* **WORK REQUIRED**: From the line that contains "The width and height of the screenshot is (1075, 605)." down to the final line below, please repeat each line exactly and nothing more, with no pictures.

--

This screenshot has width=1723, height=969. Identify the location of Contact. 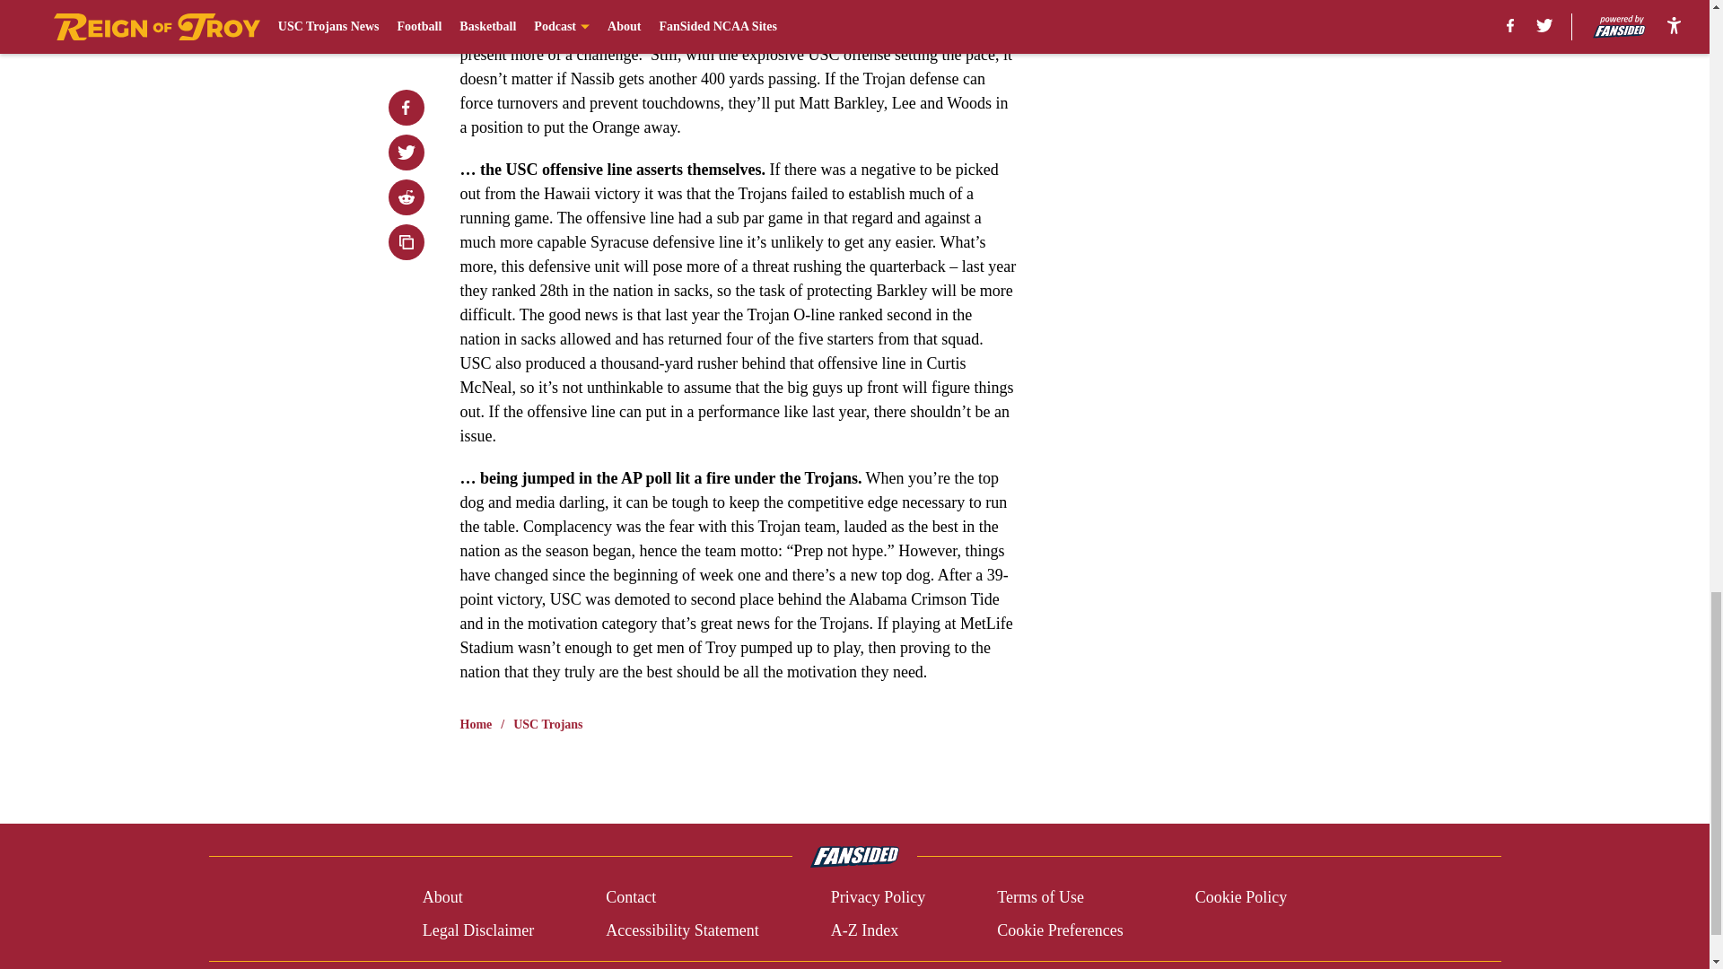
(631, 897).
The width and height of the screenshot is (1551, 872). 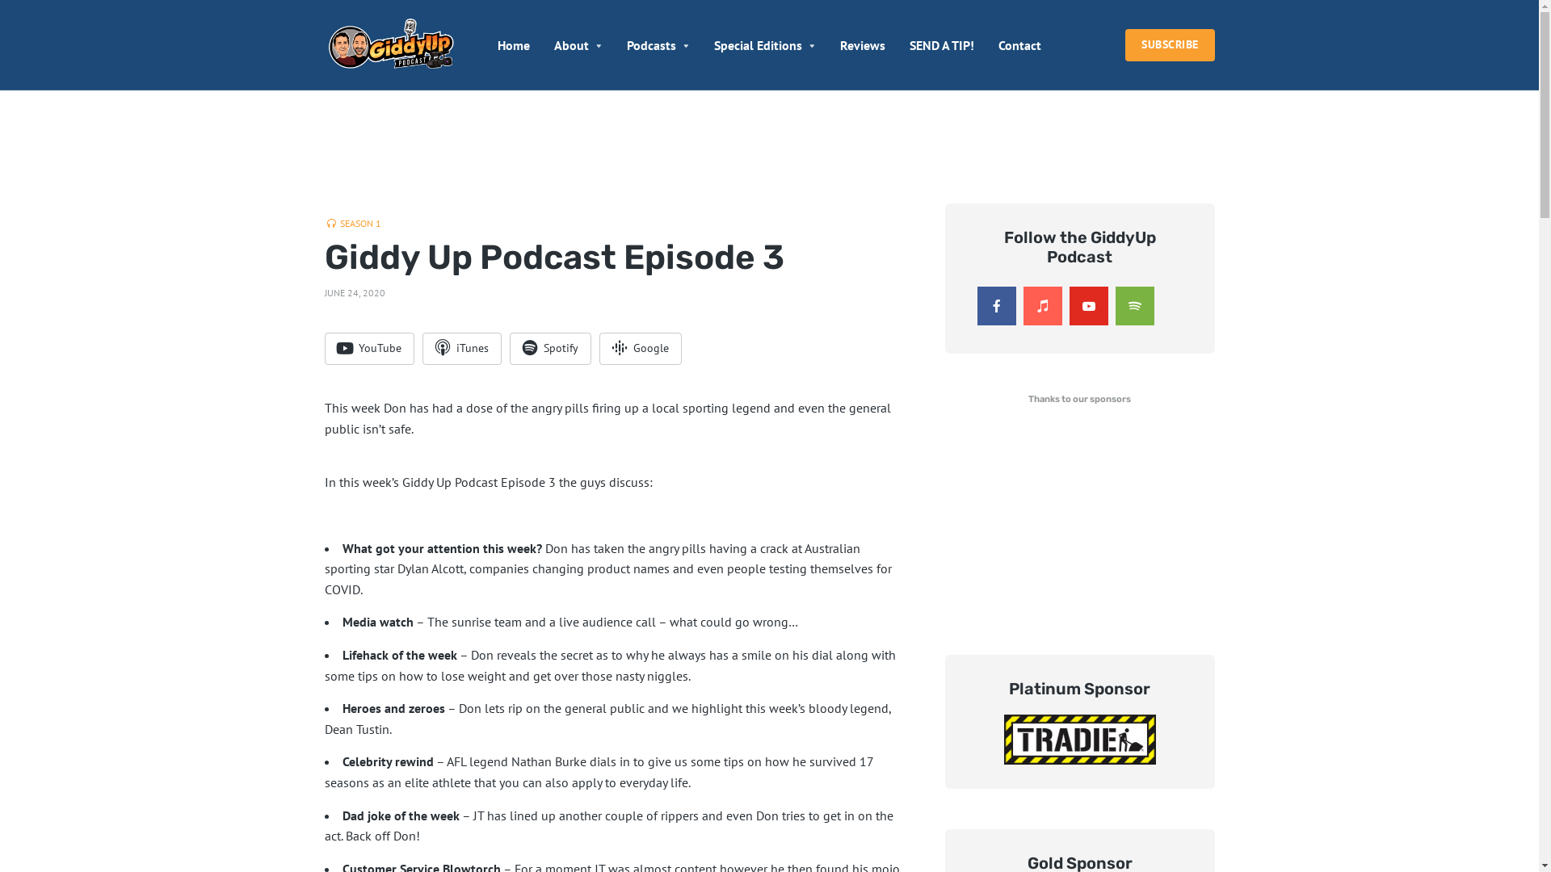 What do you see at coordinates (1019, 45) in the screenshot?
I see `Contact` at bounding box center [1019, 45].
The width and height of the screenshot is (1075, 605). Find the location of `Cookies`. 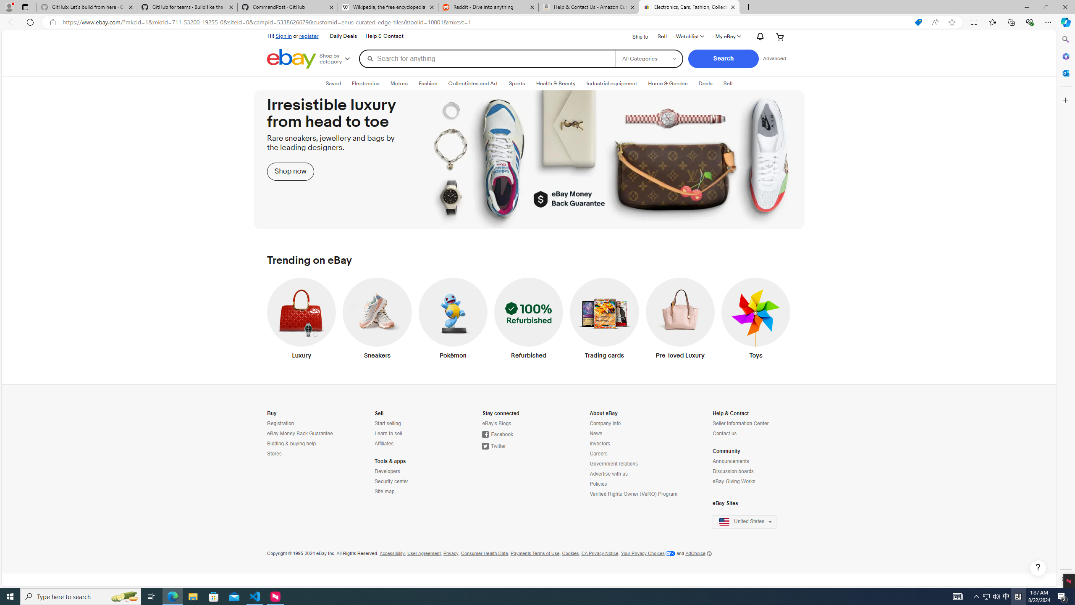

Cookies is located at coordinates (570, 553).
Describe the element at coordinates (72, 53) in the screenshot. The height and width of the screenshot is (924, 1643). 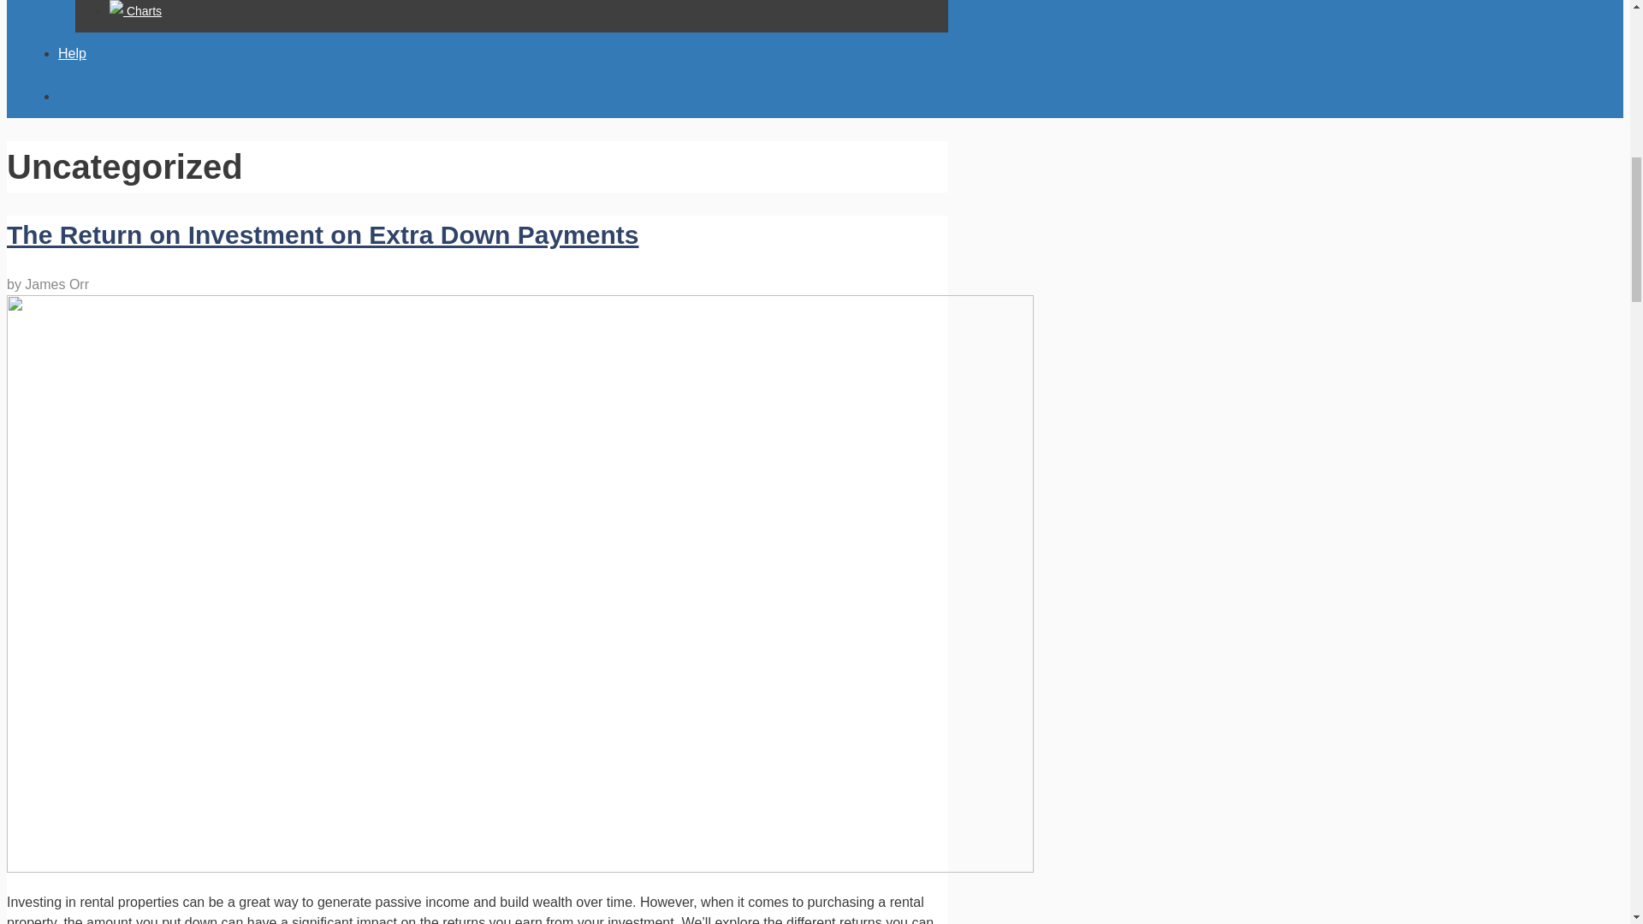
I see `Help` at that location.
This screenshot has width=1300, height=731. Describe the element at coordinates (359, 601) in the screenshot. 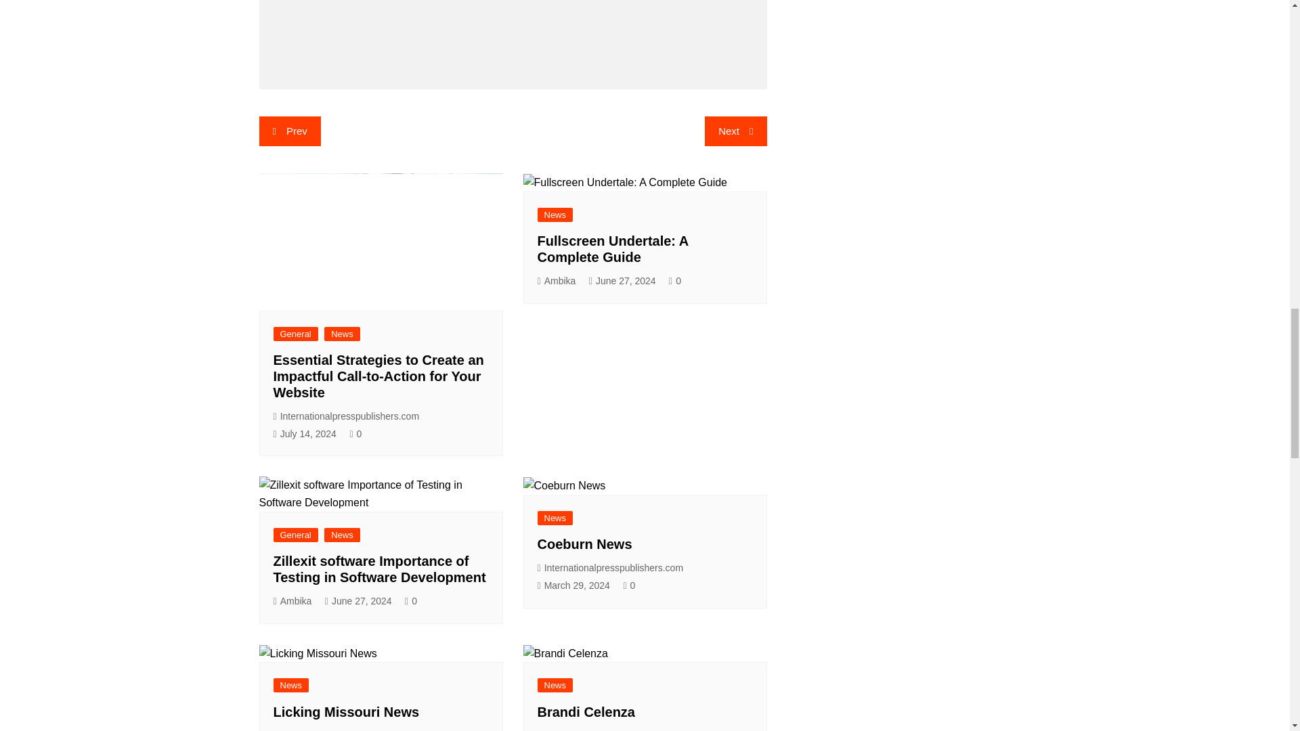

I see `June 27, 2024` at that location.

--

* **TASK SOLUTION**:
The width and height of the screenshot is (1075, 605). Find the location of `Cookies`. 

Cookies is located at coordinates (570, 553).
Describe the element at coordinates (72, 53) in the screenshot. The height and width of the screenshot is (924, 1643). 
I see `Help` at that location.
This screenshot has width=1300, height=731. Describe the element at coordinates (359, 601) in the screenshot. 

I see `June 27, 2024` at that location.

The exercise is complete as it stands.